The printing looks really nice and crisp. However, they’ve used a semi-glossy paper stock, which means that you have to keep shifting the page around to be able to read it, because the light makes reflections. It’s not as shiny as many other modern reprint projects, but it’s still not… good.
But when you angle the paper just right, it looks really nice. The ink is nice and black, and the paper is just slightly off-white. It’s perfectly acceptable.
The Danish version from 1982 is more washed out, but is printed on completely matte paper. So that’s a tie, I guess. I do think the new printing is perhaps a bit busier than intended. All those lines that were probably intended as barely visible skritches (compare the lines in the woodwork and the lines in Corto’s brow in the two versions), and these small lines are now solid, with even width. It looks like whoever digitised this applied a thresholding function that makes all the lines look stark. More lines mo better, perhaps, but…
Let me digress a bit about a subject that is, strictly speaking, totally irrelevant here:
These days, most reprint projects of European albums have a tendency to stick a lot of albums together into a great whopping book. European albums are mostly in the 40-60 page range, and selling anything less than 120 pages is apparently impossible these days.
But sticking separate stories together into one volume changes the way they read.
Most European albums are separate works that have a definite beginning and ending. After reading one, you feel you’ve experienced something complete. Sticking several of these works together into one volume changes that experience. When the next story starts three pages later, there’s a compulsion to continue reading, but more importantly, when you have 60 pages left in the book when you’re reading the end of a story, it doesn’t really feel like the end of a story.
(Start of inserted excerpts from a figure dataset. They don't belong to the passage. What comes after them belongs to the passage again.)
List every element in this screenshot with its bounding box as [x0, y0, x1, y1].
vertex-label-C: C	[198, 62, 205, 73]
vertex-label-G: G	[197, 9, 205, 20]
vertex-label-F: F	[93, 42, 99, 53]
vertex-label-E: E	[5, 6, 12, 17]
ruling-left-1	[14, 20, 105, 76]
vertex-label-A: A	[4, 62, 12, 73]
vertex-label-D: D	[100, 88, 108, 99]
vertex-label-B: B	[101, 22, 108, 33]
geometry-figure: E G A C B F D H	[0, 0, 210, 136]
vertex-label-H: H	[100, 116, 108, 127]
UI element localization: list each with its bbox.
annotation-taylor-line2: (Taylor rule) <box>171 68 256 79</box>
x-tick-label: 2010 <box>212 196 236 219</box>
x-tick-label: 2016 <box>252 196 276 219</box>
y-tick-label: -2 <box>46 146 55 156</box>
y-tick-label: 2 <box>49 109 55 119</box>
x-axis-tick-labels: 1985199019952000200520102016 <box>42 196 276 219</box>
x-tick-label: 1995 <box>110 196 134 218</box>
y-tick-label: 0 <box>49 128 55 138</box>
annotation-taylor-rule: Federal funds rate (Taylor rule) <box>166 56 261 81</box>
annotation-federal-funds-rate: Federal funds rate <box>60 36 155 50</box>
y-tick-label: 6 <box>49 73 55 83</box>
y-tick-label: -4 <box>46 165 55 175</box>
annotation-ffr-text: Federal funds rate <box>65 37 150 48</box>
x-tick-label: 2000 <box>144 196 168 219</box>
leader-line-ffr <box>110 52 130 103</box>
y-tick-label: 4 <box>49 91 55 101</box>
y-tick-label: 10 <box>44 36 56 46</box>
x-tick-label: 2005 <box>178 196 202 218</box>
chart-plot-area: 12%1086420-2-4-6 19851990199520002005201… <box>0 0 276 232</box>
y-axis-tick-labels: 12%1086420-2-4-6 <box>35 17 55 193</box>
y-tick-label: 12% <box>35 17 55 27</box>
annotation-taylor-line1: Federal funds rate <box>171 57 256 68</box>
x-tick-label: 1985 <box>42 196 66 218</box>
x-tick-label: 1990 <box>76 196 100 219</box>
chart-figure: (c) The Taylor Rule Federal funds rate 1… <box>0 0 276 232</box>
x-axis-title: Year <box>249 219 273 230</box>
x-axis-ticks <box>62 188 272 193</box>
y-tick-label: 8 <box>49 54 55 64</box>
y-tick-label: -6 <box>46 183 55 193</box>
It’s like if films were realeased with a two second pause between “The End” and then the next film the director did starting. American comics are often more serially oriented, and presenting collections of those works fine, as does collections of TV series. But doing the same with most European comics changes the reading experience, and not for the better.
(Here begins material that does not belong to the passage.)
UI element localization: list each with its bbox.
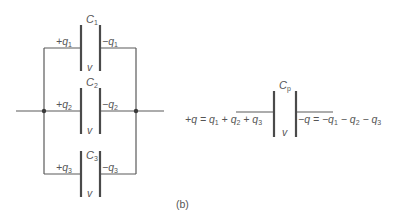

But like I said, that rant is irrelevant here, because this book is a collection of six related stories, so just forget what I just said.
As is the norm, though, this volume is over 120 pages, while the 80s edition comes in two volumes:
Oh, and there’s the cover of the second 80s volume:
Kinda purdy, that one too. I mean, not as good as the first volume, but still way better than the IDW cover.
Oh, and what’s the stories like? They’re fantastic, of course, and if you haven’t read them already, you should run out to your nearest comic book store and buy one immediately. Then rip off the cover, put it in the paper recycling, and then read the stories.